At this point, many might say that you could marry again sometime down the road. In that way, you could recover both life and love. Yes, you can, and many do. It's not necessary for total healing, however, and may even get in the way, if you launch out in that direction too soon. This advice applies to everyone: The best wedding present for any future spouse would be learning from and being fully healed of all the pain associated with a previous marriage, whether it ended through death or divorce. Just leave the possibility of remarriage open if you want to and then leave all thought of it alone. As for me, I was determined not to marry again, but to spend the rest of my life living for the Lord ninety to nothing. I was fully satisfied that Jesus was/is more than enough.

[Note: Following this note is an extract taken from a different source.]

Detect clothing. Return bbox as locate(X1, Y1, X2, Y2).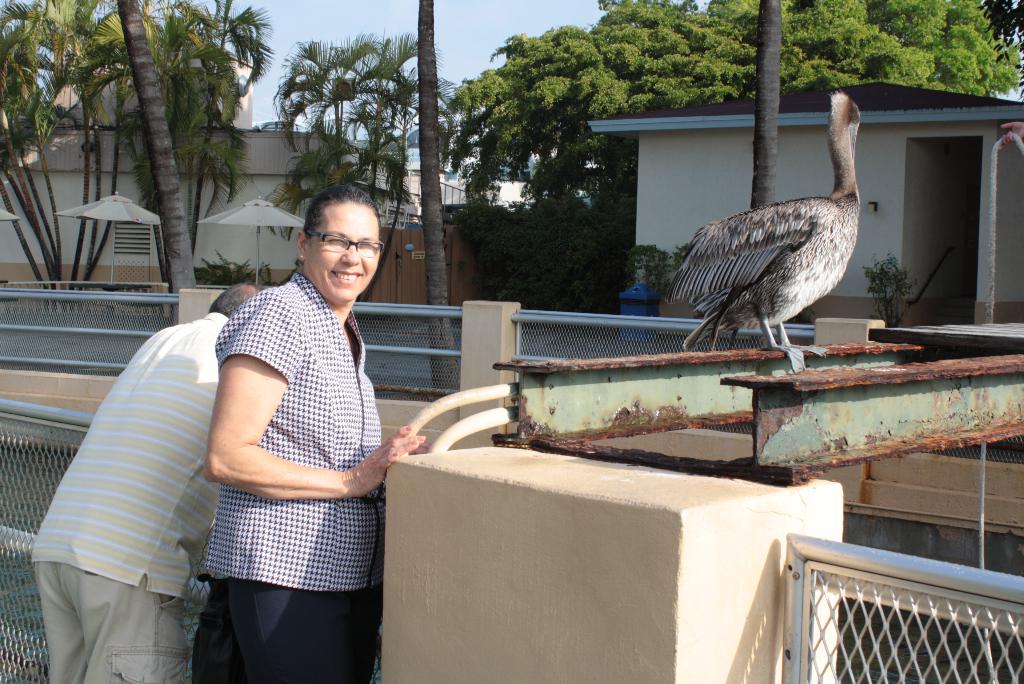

I say I was convinced that Jesus was enough. I was. I just did't have the slightest idea how He could get me to the place where the promise of His potential (to fulfill me) became my living reality. Or, hold much faith that He could. A lot of us are like this, aren't we? As an article of faith, we believe God and Jesus can do anything. Then, when we're gasping with unstoppable pain, we wonder how He can possibly end it, much less, bring us to new heights where we're actually glad and grateful for all we've gone through. That Final Destination lay too far in the distance even for eyes of faith to see its outline. So, I went to work praying for the Lord to help me believe that I, too, could one-day experience resurrection in this life, just as June was enjoying it (in a different way) in heaven. Then, I made sure that I didn't blast all my hope to pieces by contaminating the process.

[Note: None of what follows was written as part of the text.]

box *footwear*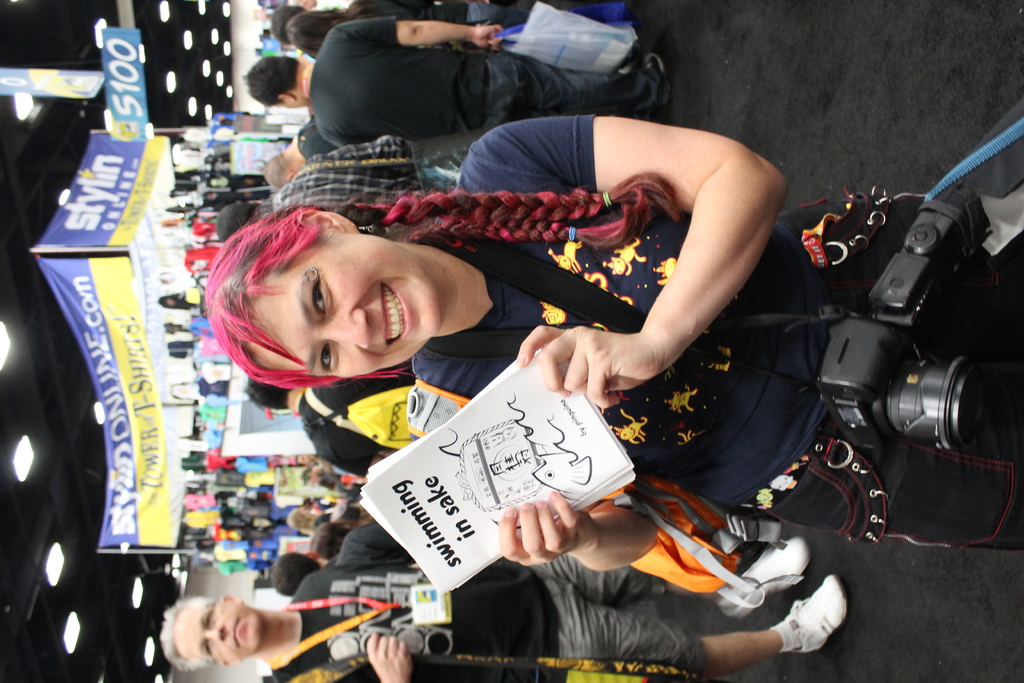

Step Three: Clearing Out the Contaminates

In my mind's eye, I see the process of grief as a river of sorrow that wants to flow as a crystal-clear stream back to God, who alone can mend us. Tears are very much a part of that process, so is everything that surfaces in our heart. I firmly believed, and every day discovered, that the Lord wanted me to give Him everything: every tear and every thought or emotion no matter how unpleasant or troubling it was. In a way, tears lubricate this process of intercession as we take whatever shows up in our hearts and place it into God's Hands. The problem is that many of us hold on to the very things that we need to release to God. Things like anger, doubts, fear, guilt, self-pity, and hopelessness can really contaminate the process if we let them. There will be more on this later (see Clearing Out Contaminants). Make sure you clear your heart of contaminants so your tears can carry the grief to God. Otherwise, you will be cramped in an emotional prison, rather than liberated to pursue the pilgrimage.

Prayer

Oh Lord, I am so grateful that You made a way for us to resurrect! I feel so little hope for myself right now, but at least I still have a hope that my loved one is in heaven and that we will meet again. None of that would be possible if you hadn't been willing to go through incredible pain to get us there. Now, it seems it is my turn to go through just a fraction of that pain and it is killing me! How did you bear it? Help me to bear it with an ever-growing confidence that the gospel promise is real, and that our reunion in heaven will be worth the wait. Help me also gain faith and hope that You can even resurrect me to a life in this life that I will want to live. For that to happen, I can see that I will also need Your help clearing out the many things that are contaminating my feelings. I choose to believe that with You all these things are possible. Lead me into this way of life!